In no particular order, they comprise:

  • Ruthanna Emrys’s Winter Tide (the main character is asexual and the book is about found family), a reinterpretation of Lovecraft from the point of view of the so-called monsters.
  • Ellen Klages’s Passing Strange, which is an ode to, and a love story set in, 1940s San Francisco.
  • Kameron Hurley’s The Stars Are Legion (tagline: lesbians in spaaaaaace), a weird and brutal and brutally inventive and intensely biological space opera.
  • Sarah Fine’s The Cursed Queen, sequel to The Imposter Queen, about a young woman who discovers shocking things about herself. She has magic! She’s not who she always thought she was.
  • Tim Pratt’s The Wrong Stars (forthcoming November from Angry Robot Books), a gloriously pulpy space opera adventure that recalls both Killjoys and The Expanse, and which may be my favourite new space opera this year, or at least tied for first place.
  • R.E. Stearns’s Barbary Station (forthcoming November from Saga Press), is a story about space pirates, engineers in love, and murderous A.I. It ties with Tim Pratt’s The Wrong Stars for the title of my favourite new space opera.
  • K. Arsenault Rivera’s The Tiger’s Daughter is a gloriously lush epic fantasy romance, set in a world inspired by China and Mongolia. It’s beautiful and striking and has characters who stand out.
  • April Daniels’s Sovereign, sequel to Dreadnought, continues Dreadnought’s story of a superhero who also has to deal with transphobic bullshit.
  • Max Gladstone’s Ruin of Angels is the latest novel in his Hugo-nominated Craft sequence, a caper through a split-personality city built on ghosts, with his usual interrogation of capitalism and colonialism.
  • Adam Roberts’s The Real-Town Murders is a near-future locked-room murder that turns into an attempted political coup.
  • Ann Leckie’s Provenance, a standalone novel in the same universe as her Imperial Radch trilogy, which combines comedy-of-manners with political caper and coming-of-age adventure.
  • Melissa Caruso’s The Tethered Mage is a fantasy adventure set in a Venice-like city that may be on the brink of war.
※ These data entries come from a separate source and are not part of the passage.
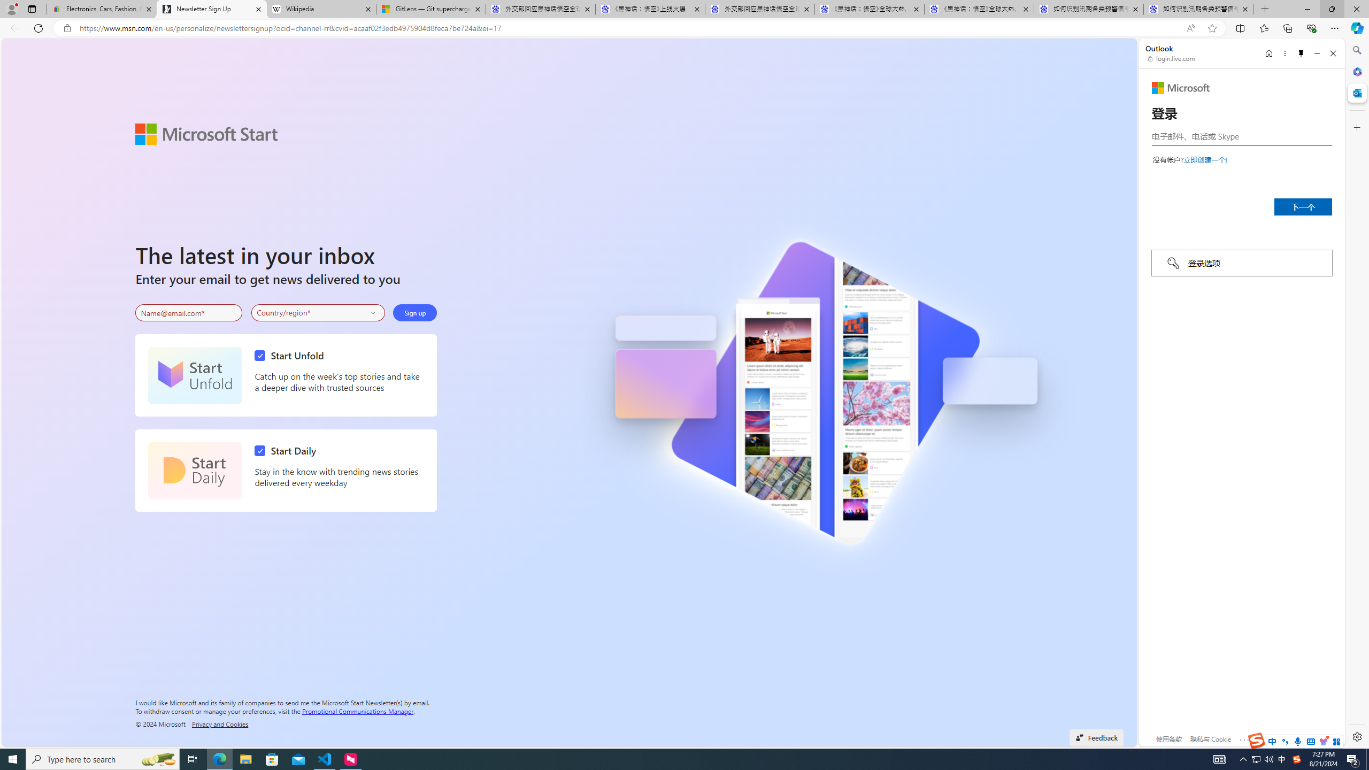 This screenshot has height=770, width=1369. What do you see at coordinates (220, 723) in the screenshot?
I see `Privacy and Cookies` at bounding box center [220, 723].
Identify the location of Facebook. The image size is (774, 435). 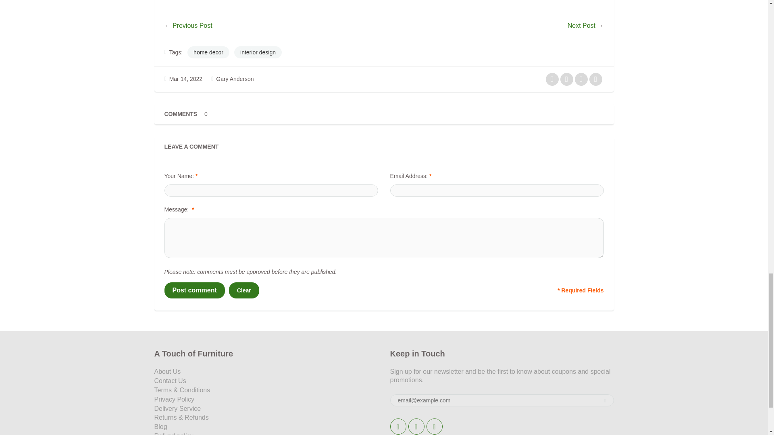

The following novels also have nonbinary characters in various degrees of prominence: Ann Leckie’s Provenance, Elizabeth Bear’s The Stone in the Skull, Corey J. White’s Killing Gravity, R.E. Stearns’ Barbary Station, Sarah Gailey, River of Teeth and Taste of Marrow, J.Y. Yang’s The Black Tides of Heaven and The Red Threads of Fortune, and Foz Meadows’s A Tyranny of Queens.

I find this development promising. Especially since several of these novels include queer characters who aren’t white. I want to see inclusive speculative fiction, and I’m glad to have evidence that I’m far from the only one.

Liz Bourke is a cranky queer person who reads books. She holds a Ph.D in Classics from Trinity College, Dublin. Her first book, Sleeping With Monsters, a collection of reviews and criticism, is out now from Aqueduct Press. Find her at her blog, where she’s been known to talk about even more books thanks to her Patreon supporters. Or find her at her Twitter. She supports the work of the Irish Refugee Council and the Abortion Rights Campaign.

About the Author

About Author Mobile

Liz Bourke

Author

Liz Bourke is a cranky queer person who reads books. She holds a Ph.D in Classics from Trinity College, Dublin. Her first book, Sleeping With Monsters, a collection of reviews and criticism, was published in 2017 by Aqueduct Press. It was a finalist for the 2018 Locus Awards and was nominated for a 2018 Hugo Award in Best Related Work. She was a finalist for the inaugural 2020 Ignyte Critic Award, and has also been a finalist for the BSFA nonfiction award. She lives in Ireland with an insomniac toddler, her wife, and their two very put-upon cats.